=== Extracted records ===
■ ■ ■

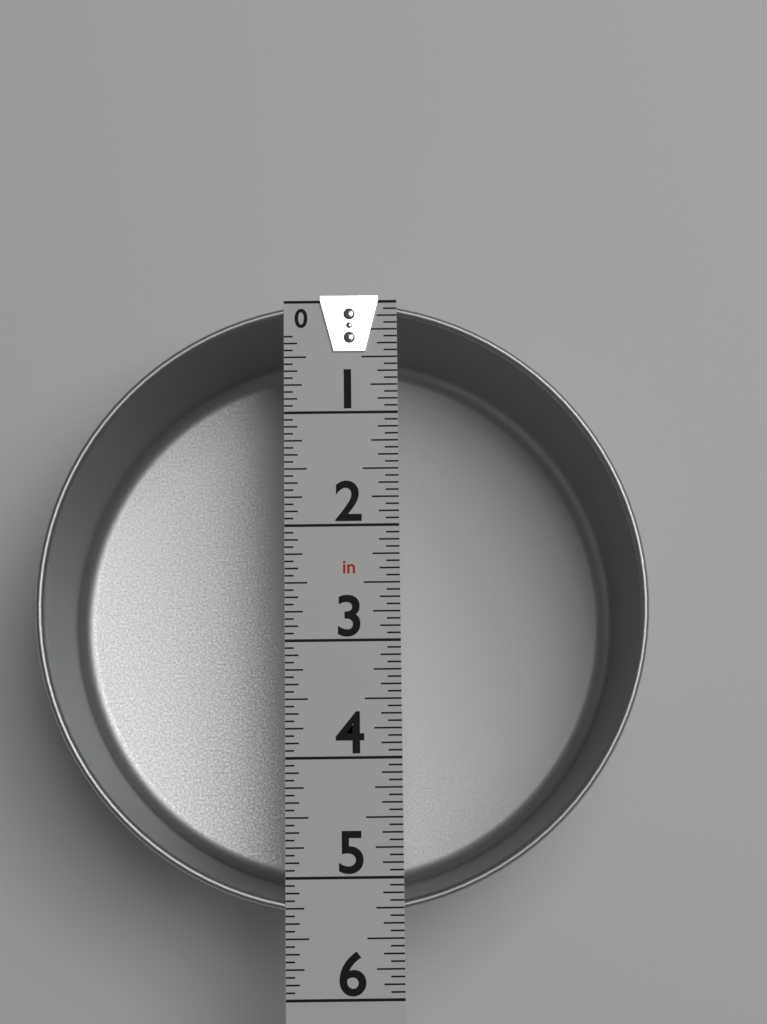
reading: 5.3125 in
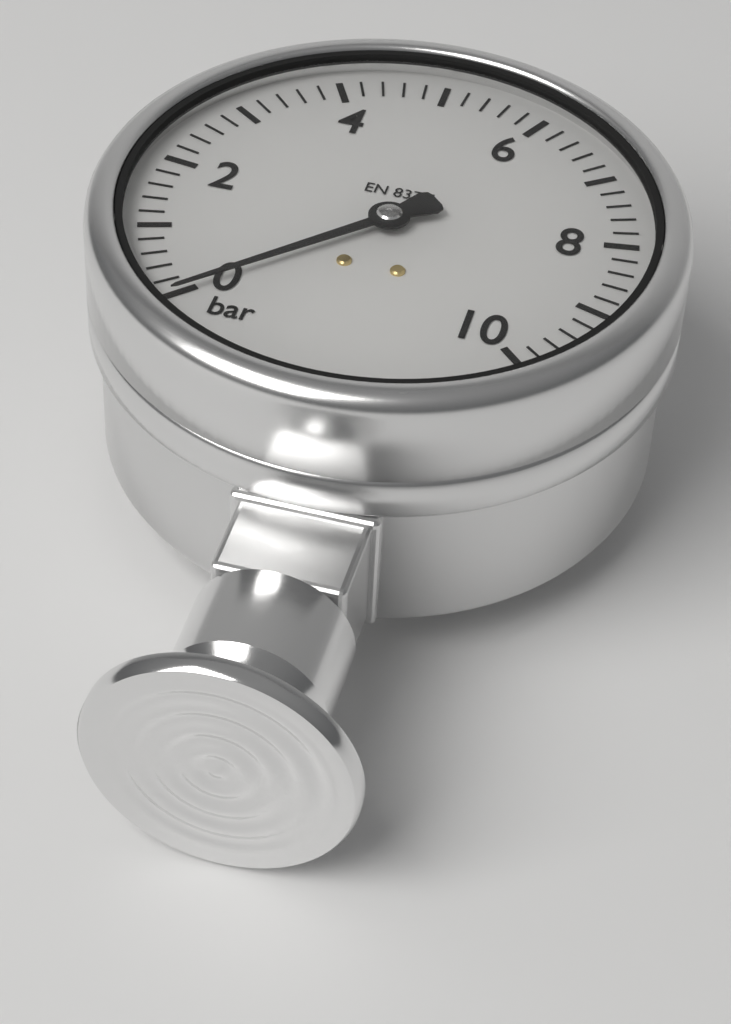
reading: 0.0 bar
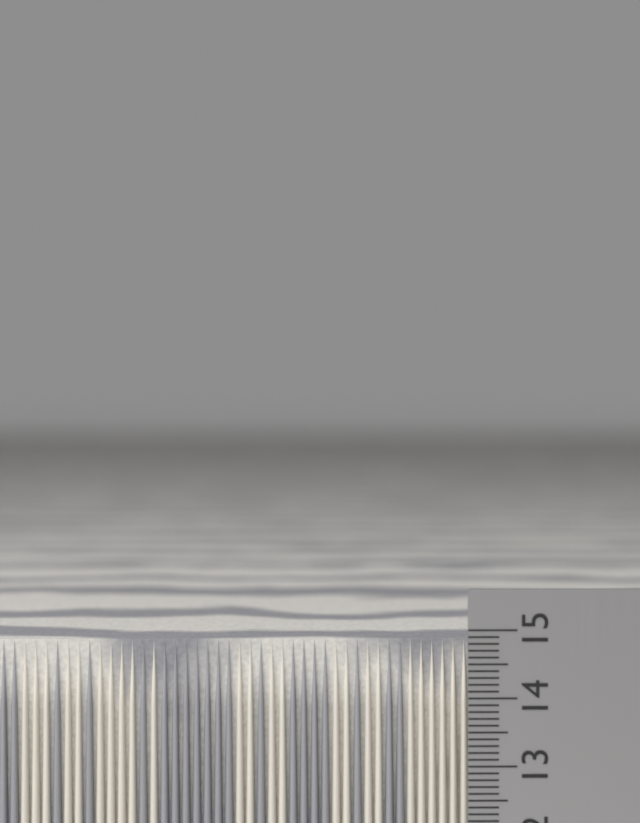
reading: 14.8 cm
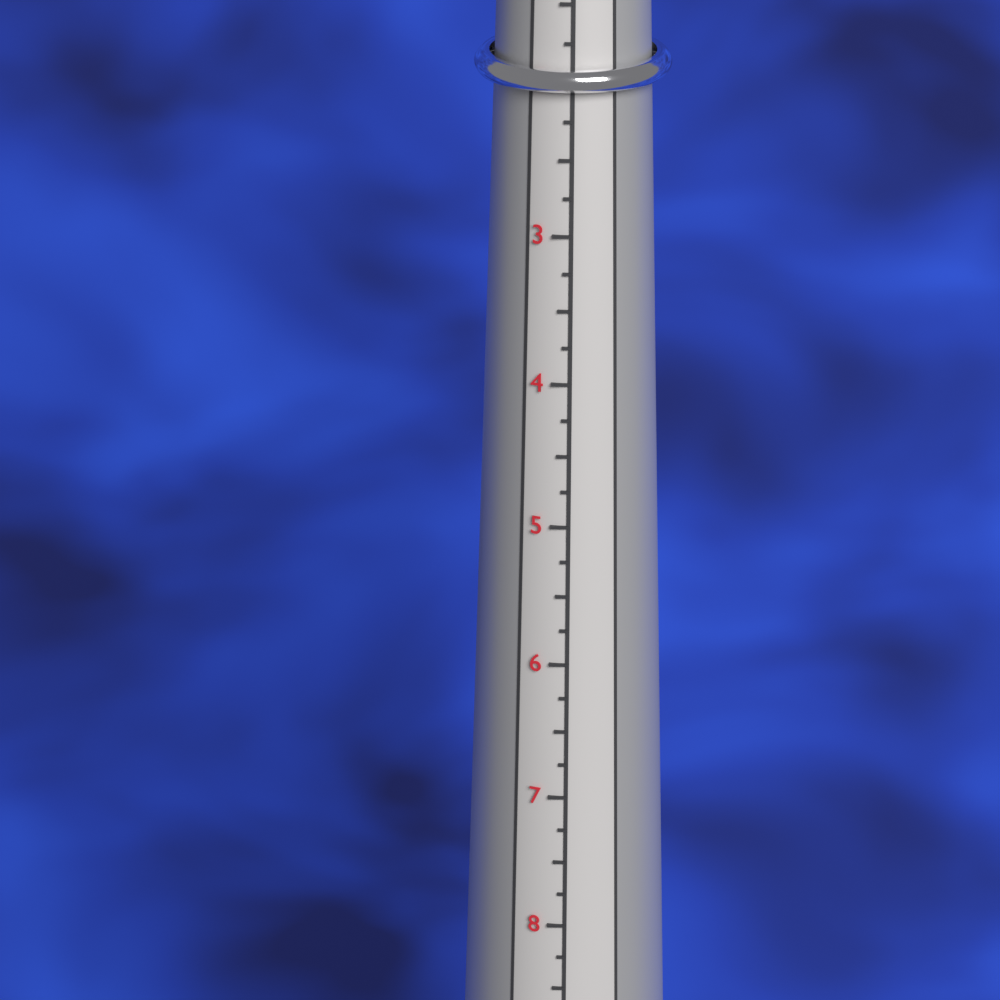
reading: 2.25 (no unit)
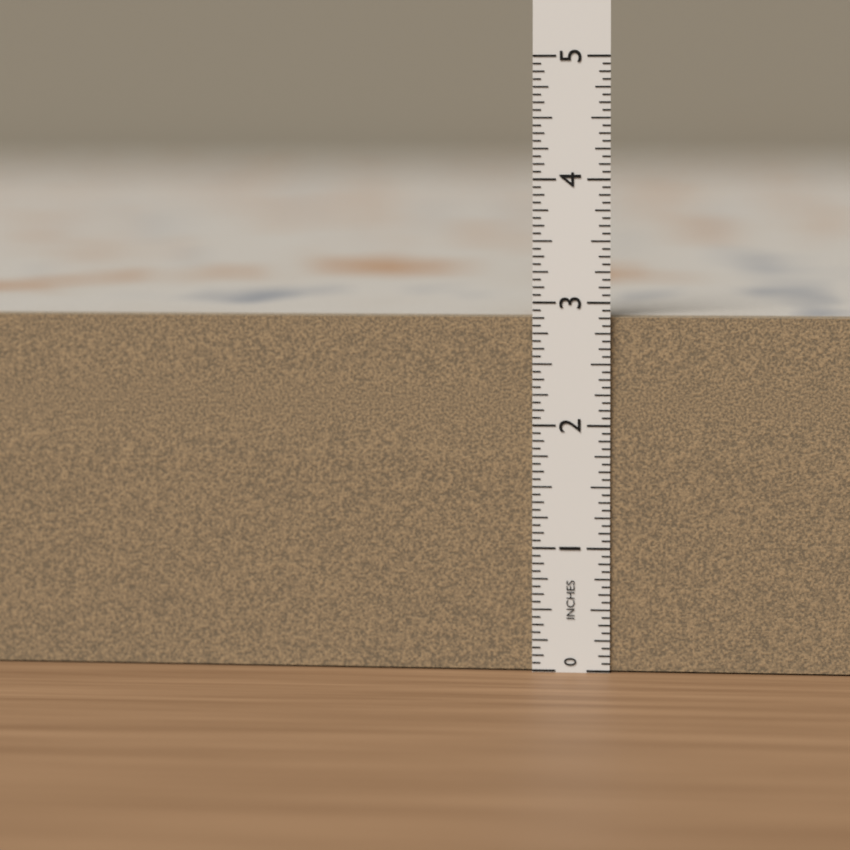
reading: 2.8750 in
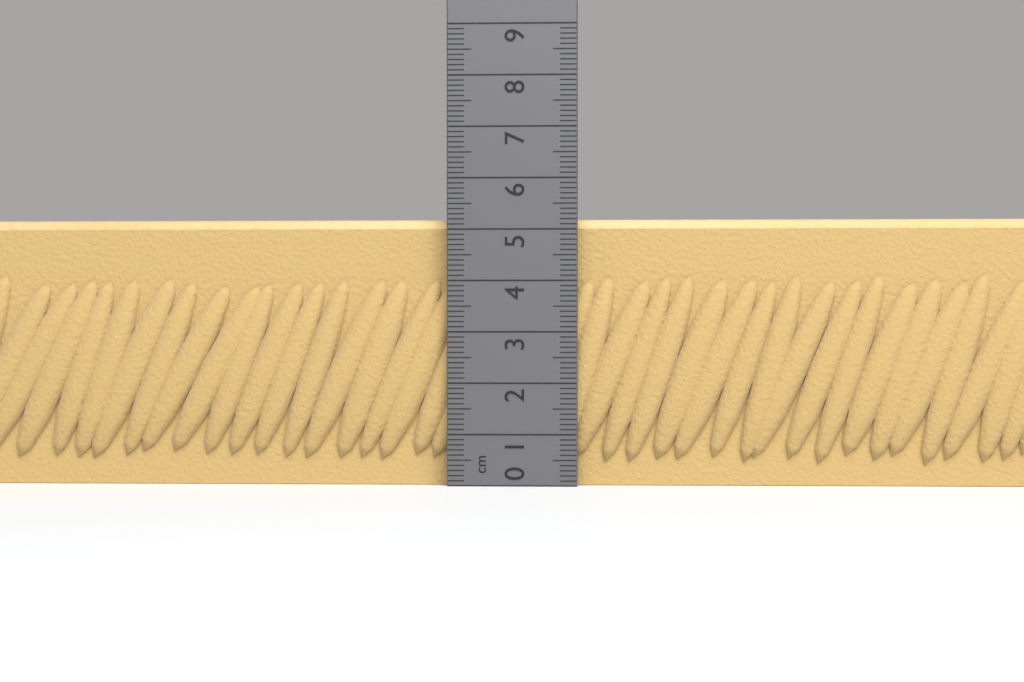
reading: 5.2 cm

■ ■ ■

=== Instructions to follow ===
Output each record exactly as it appears, but not the pictures.

=== Exercise result ===
reading: 5.3125 in
reading: 0.0 bar
reading: 14.8 cm
reading: 2.25 (no unit)
reading: 2.8750 in
reading: 5.2 cm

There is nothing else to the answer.